In fact, the word “karma” didn’t mean anything remotely what most people in western culture thought it did. Karma didn’t work like the golden rule or the rule of three that some people espoused. And sometimes, a little schadenfreude was a balm to the soul.

Anyway, long story short, I had freed Rameer so he could go back to his own plane and not be enslaved again. We had found his bottle so he could leave, and that had been that. He had turned out to be a pleasant fellow, and he had given us the interview of a lifetime.

“Apparently, he came back for a vacation—leaving his bottle hidden at home, thank gods. He went to Iceland, of all places, and he sent me a postcard from there last week. He said he also has a present for me and he’ll drop it off at the end of his vay-cay.” Secretly, I was grateful. Rameer seemed to be someone I could enjoy knowing as a friend.
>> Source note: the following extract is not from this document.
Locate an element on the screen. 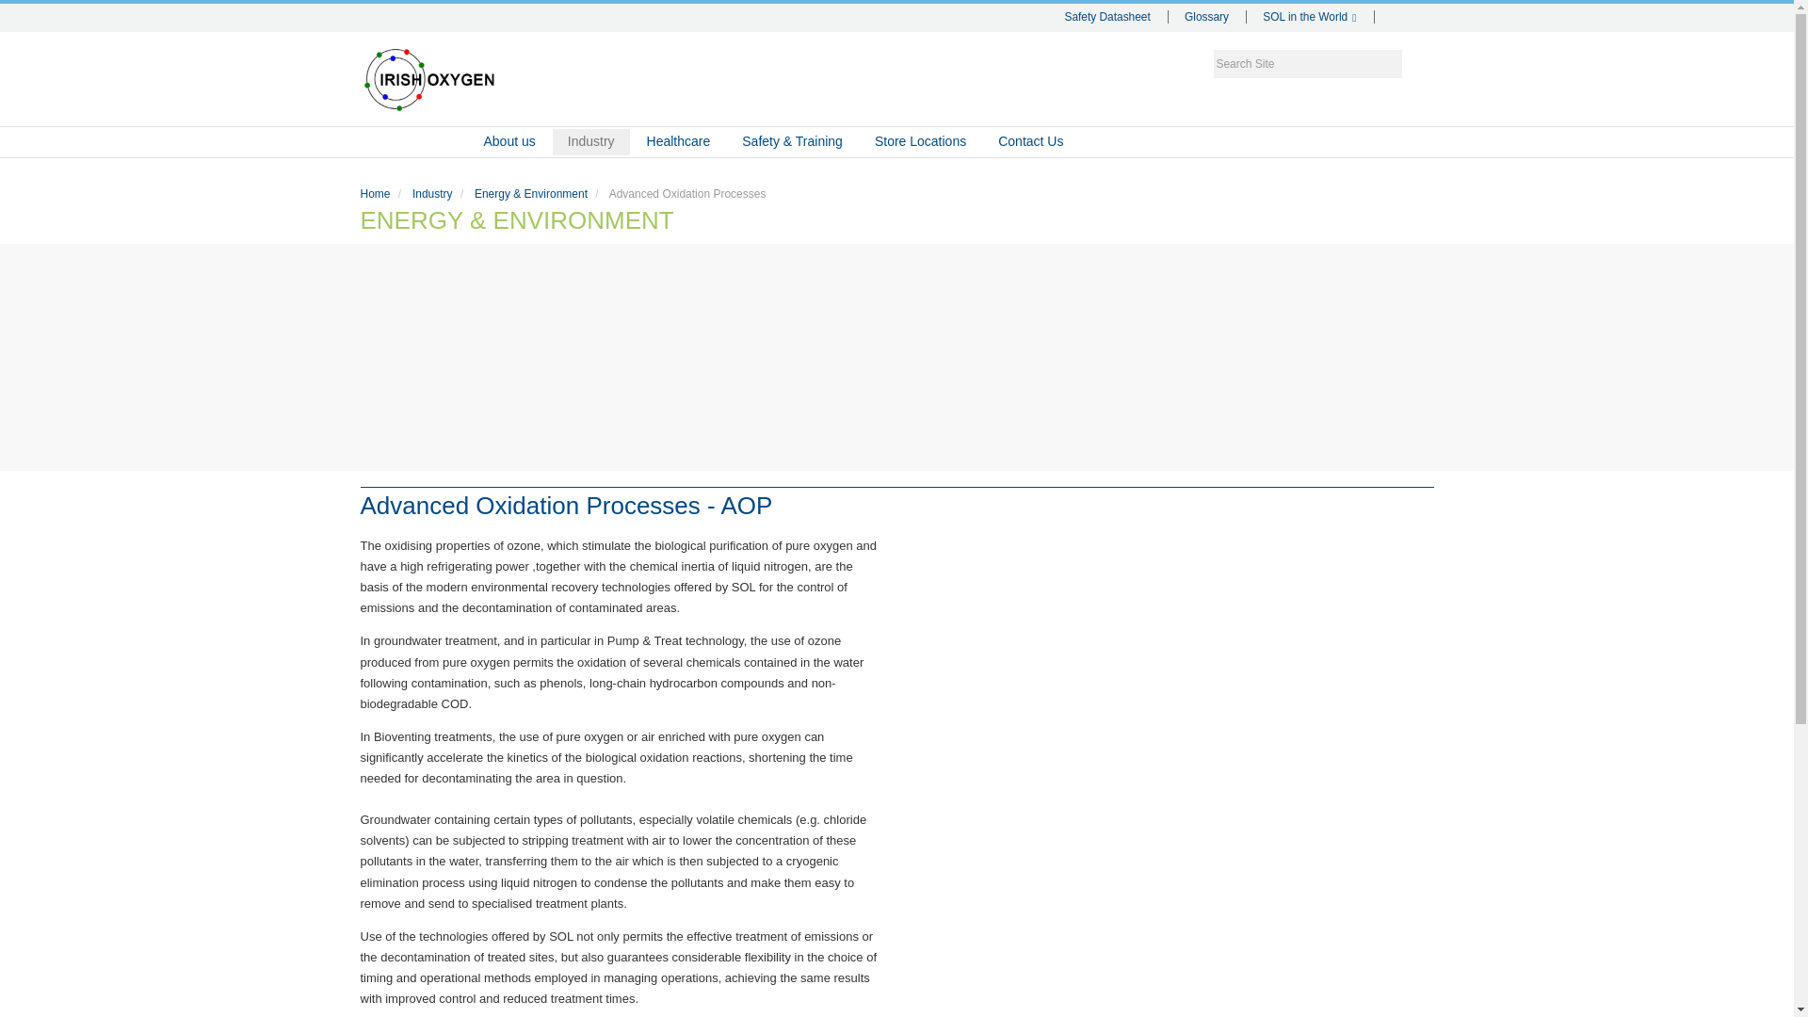 Image resolution: width=1808 pixels, height=1017 pixels. Glossary is located at coordinates (1209, 16).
“I’m glad—what the hell?” Caitlin froze, pointing to the screen.

Hank and Tad were in the room, and the chairs were lining up on the opposite wall, still midair with their legs pointed toward the men.

I hit the speaker attached to the microphone. “Get out of there—get out now!”

Sure enough, the next moment the chairs went zooming across the room at them, so fast that if the legs hit them anywhere, they’d impale them.

Hank and Tad dropped to the ground and the chairs froze in midair just beyond them. The men began to crawl out of the room, scrambling as fast as they could go. They barely managed to vanish when the chairs dropped, full throttle, missing them by inches. The next moment, the door slammed and they returned, breathless.

“Are you all right?” I jumped up, scanning them for injuries.

“A few bruises, but no worse for the wear. Though that wouldn’t have been the case if you hadn’t noticed what was happening and warned us.” Tad’s voice was shaking. “I don’t think your ghost went away with the skeleton, by the way.”